Wednesday, April 21, 2010

The Economy - April 2010

An Age of Untruth - Victor Davis Hanson

Recoil from the word “stimulus” — whether used by a Republican or Democratic administration. There is no such thing as an easy, fuzzy notion of instant money creating economic growth. Instead it is a euphemism not for borrowing, but for massive borrowing and unsustainable debt. Indeed, note that we do not even use words like “borrowing” or “debt,” but instead prefer “deficit” (e.g., It’s only a year-to-year thing) and “stimulus” (e.g., spending what we don’t have somehow makes us richer in the future).

“Stimulus” is thus a lie as it is used, or at best a half-truth.

The truth — even if right now we were to go ahead with a return to the Clinton tax tables, raise the caps on income subject to Social Security taxes, have the states keep increasing their sales and income taxes, and apply new Obama surcharges on health care — is that we are still going broke.

Do the math: $12 trillion is a lot of debt ($40,000 for each of us, $200,000 for a family of five starting out in the world — like a second home mortgage in other words). Twenty trillion dollars in just eight more years is doom (like two family vacation homes to pay for without the vacation homes to vacation to).

Still Government Motors - Shikha Dalmia

But when Mr. Whitacre says GM has paid back the bailout money in full, he means not the entire $49.5 billion--the loan and the equity. In fact, he avoids all mention of that figure in his column. He means only the $6.7 billion loan amount.

But wait! Even that's not the full story given that GM, which has not yet broken even, much less turned a profit, can't pay even this puny amount from its own earnings.

So how is it paying it?

As it turns out, the Obama administration put $13.4 billion of the aid money as "working capital" in an escrow account when the company was in bankruptcy. The company is using this escrow money--government money--to pay back the government loan.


Exercise aim> Exactly as it appears, restate the whole listing.

Records shown>
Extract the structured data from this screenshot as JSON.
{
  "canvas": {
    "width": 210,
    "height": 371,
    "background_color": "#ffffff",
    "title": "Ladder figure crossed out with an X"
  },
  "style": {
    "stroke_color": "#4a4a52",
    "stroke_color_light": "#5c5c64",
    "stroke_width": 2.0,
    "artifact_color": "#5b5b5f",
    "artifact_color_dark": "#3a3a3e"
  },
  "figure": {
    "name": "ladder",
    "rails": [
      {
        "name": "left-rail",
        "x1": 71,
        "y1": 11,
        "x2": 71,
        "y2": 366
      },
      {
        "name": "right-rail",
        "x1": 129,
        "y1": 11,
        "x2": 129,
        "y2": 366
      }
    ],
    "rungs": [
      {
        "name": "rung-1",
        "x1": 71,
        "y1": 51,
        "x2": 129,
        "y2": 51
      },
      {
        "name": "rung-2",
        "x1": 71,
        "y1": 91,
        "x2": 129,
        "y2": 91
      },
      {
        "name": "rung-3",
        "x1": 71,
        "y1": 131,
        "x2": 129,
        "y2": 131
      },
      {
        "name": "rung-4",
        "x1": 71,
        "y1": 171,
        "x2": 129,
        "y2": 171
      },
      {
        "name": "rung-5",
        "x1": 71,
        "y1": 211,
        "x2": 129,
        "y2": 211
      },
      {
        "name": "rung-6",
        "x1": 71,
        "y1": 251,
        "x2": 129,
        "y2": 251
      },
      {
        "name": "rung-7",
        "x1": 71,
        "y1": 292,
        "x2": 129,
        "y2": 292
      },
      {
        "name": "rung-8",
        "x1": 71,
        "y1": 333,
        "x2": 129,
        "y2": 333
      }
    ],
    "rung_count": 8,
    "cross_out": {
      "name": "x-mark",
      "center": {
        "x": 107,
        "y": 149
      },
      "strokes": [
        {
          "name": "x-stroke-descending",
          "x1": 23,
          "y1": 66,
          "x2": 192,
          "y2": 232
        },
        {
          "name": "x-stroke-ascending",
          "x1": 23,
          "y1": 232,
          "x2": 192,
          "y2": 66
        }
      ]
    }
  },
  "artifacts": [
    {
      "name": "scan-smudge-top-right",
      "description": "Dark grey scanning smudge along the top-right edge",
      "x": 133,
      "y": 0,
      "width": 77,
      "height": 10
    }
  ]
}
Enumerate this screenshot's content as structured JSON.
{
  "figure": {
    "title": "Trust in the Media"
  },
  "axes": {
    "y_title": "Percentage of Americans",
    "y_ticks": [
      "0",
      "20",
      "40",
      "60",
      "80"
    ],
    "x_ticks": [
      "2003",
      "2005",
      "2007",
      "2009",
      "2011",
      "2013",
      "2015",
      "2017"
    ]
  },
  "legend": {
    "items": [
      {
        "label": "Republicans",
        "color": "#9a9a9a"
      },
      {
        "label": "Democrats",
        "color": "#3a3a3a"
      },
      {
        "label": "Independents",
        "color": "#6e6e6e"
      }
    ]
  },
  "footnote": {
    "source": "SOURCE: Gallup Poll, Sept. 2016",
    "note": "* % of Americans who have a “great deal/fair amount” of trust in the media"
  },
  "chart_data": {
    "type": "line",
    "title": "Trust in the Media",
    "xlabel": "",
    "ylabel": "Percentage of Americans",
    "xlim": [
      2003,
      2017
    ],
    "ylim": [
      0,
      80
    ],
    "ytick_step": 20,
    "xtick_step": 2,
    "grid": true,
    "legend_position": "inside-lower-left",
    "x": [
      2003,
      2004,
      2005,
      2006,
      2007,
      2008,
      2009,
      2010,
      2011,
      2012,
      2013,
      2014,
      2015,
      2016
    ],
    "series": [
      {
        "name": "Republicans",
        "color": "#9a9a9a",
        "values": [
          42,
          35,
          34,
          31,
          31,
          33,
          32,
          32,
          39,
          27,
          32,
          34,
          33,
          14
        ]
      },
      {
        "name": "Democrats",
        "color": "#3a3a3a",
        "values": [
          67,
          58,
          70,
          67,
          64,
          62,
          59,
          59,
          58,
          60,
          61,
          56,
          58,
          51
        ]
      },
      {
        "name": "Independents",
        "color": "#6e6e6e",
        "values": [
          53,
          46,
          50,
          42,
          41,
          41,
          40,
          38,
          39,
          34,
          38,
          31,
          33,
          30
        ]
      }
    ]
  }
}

Result for this exercise>
Extract the structured data from this screenshot as JSON.
{
  "canvas": {
    "width": 210,
    "height": 371,
    "background_color": "#ffffff",
    "title": "Ladder figure crossed out with an X"
  },
  "style": {
    "stroke_color": "#4a4a52",
    "stroke_color_light": "#5c5c64",
    "stroke_width": 2.0,
    "artifact_color": "#5b5b5f",
    "artifact_color_dark": "#3a3a3e"
  },
  "figure": {
    "name": "ladder",
    "rails": [
      {
        "name": "left-rail",
        "x1": 71,
        "y1": 11,
        "x2": 71,
        "y2": 366
      },
      {
        "name": "right-rail",
        "x1": 129,
        "y1": 11,
        "x2": 129,
        "y2": 366
      }
    ],
    "rungs": [
      {
        "name": "rung-1",
        "x1": 71,
        "y1": 51,
        "x2": 129,
        "y2": 51
      },
      {
        "name": "rung-2",
        "x1": 71,
        "y1": 91,
        "x2": 129,
        "y2": 91
      },
      {
        "name": "rung-3",
        "x1": 71,
        "y1": 131,
        "x2": 129,
        "y2": 131
      },
      {
        "name": "rung-4",
        "x1": 71,
        "y1": 171,
        "x2": 129,
        "y2": 171
      },
      {
        "name": "rung-5",
        "x1": 71,
        "y1": 211,
        "x2": 129,
        "y2": 211
      },
      {
        "name": "rung-6",
        "x1": 71,
        "y1": 251,
        "x2": 129,
        "y2": 251
      },
      {
        "name": "rung-7",
        "x1": 71,
        "y1": 292,
        "x2": 129,
        "y2": 292
      },
      {
        "name": "rung-8",
        "x1": 71,
        "y1": 333,
        "x2": 129,
        "y2": 333
      }
    ],
    "rung_count": 8,
    "cross_out": {
      "name": "x-mark",
      "center": {
        "x": 107,
        "y": 149
      },
      "strokes": [
        {
          "name": "x-stroke-descending",
          "x1": 23,
          "y1": 66,
          "x2": 192,
          "y2": 232
        },
        {
          "name": "x-stroke-ascending",
          "x1": 23,
          "y1": 232,
          "x2": 192,
          "y2": 66
        }
      ]
    }
  },
  "artifacts": [
    {
      "name": "scan-smudge-top-right",
      "description": "Dark grey scanning smudge along the top-right edge",
      "x": 133,
      "y": 0,
      "width": 77,
      "height": 10
    }
  ]
}
Enumerate this screenshot's content as structured JSON.
{
  "figure": {
    "title": "Trust in the Media"
  },
  "axes": {
    "y_title": "Percentage of Americans",
    "y_ticks": [
      "0",
      "20",
      "40",
      "60",
      "80"
    ],
    "x_ticks": [
      "2003",
      "2005",
      "2007",
      "2009",
      "2011",
      "2013",
      "2015",
      "2017"
    ]
  },
  "legend": {
    "items": [
      {
        "label": "Republicans",
        "color": "#9a9a9a"
      },
      {
        "label": "Democrats",
        "color": "#3a3a3a"
      },
      {
        "label": "Independents",
        "color": "#6e6e6e"
      }
    ]
  },
  "footnote": {
    "source": "SOURCE: Gallup Poll, Sept. 2016",
    "note": "* % of Americans who have a “great deal/fair amount” of trust in the media"
  },
  "chart_data": {
    "type": "line",
    "title": "Trust in the Media",
    "xlabel": "",
    "ylabel": "Percentage of Americans",
    "xlim": [
      2003,
      2017
    ],
    "ylim": [
      0,
      80
    ],
    "ytick_step": 20,
    "xtick_step": 2,
    "grid": true,
    "legend_position": "inside-lower-left",
    "x": [
      2003,
      2004,
      2005,
      2006,
      2007,
      2008,
      2009,
      2010,
      2011,
      2012,
      2013,
      2014,
      2015,
      2016
    ],
    "series": [
      {
        "name": "Republicans",
        "color": "#9a9a9a",
        "values": [
          42,
          35,
          34,
          31,
          31,
          33,
          32,
          32,
          39,
          27,
          32,
          34,
          33,
          14
        ]
      },
      {
        "name": "Democrats",
        "color": "#3a3a3a",
        "values": [
          67,
          58,
          70,
          67,
          64,
          62,
          59,
          59,
          58,
          60,
          61,
          56,
          58,
          51
        ]
      },
      {
        "name": "Independents",
        "color": "#6e6e6e",
        "values": [
          53,
          46,
          50,
          42,
          41,
          41,
          40,
          38,
          39,
          34,
          38,
          31,
          33,
          30
        ]
      }
    ]
  }
}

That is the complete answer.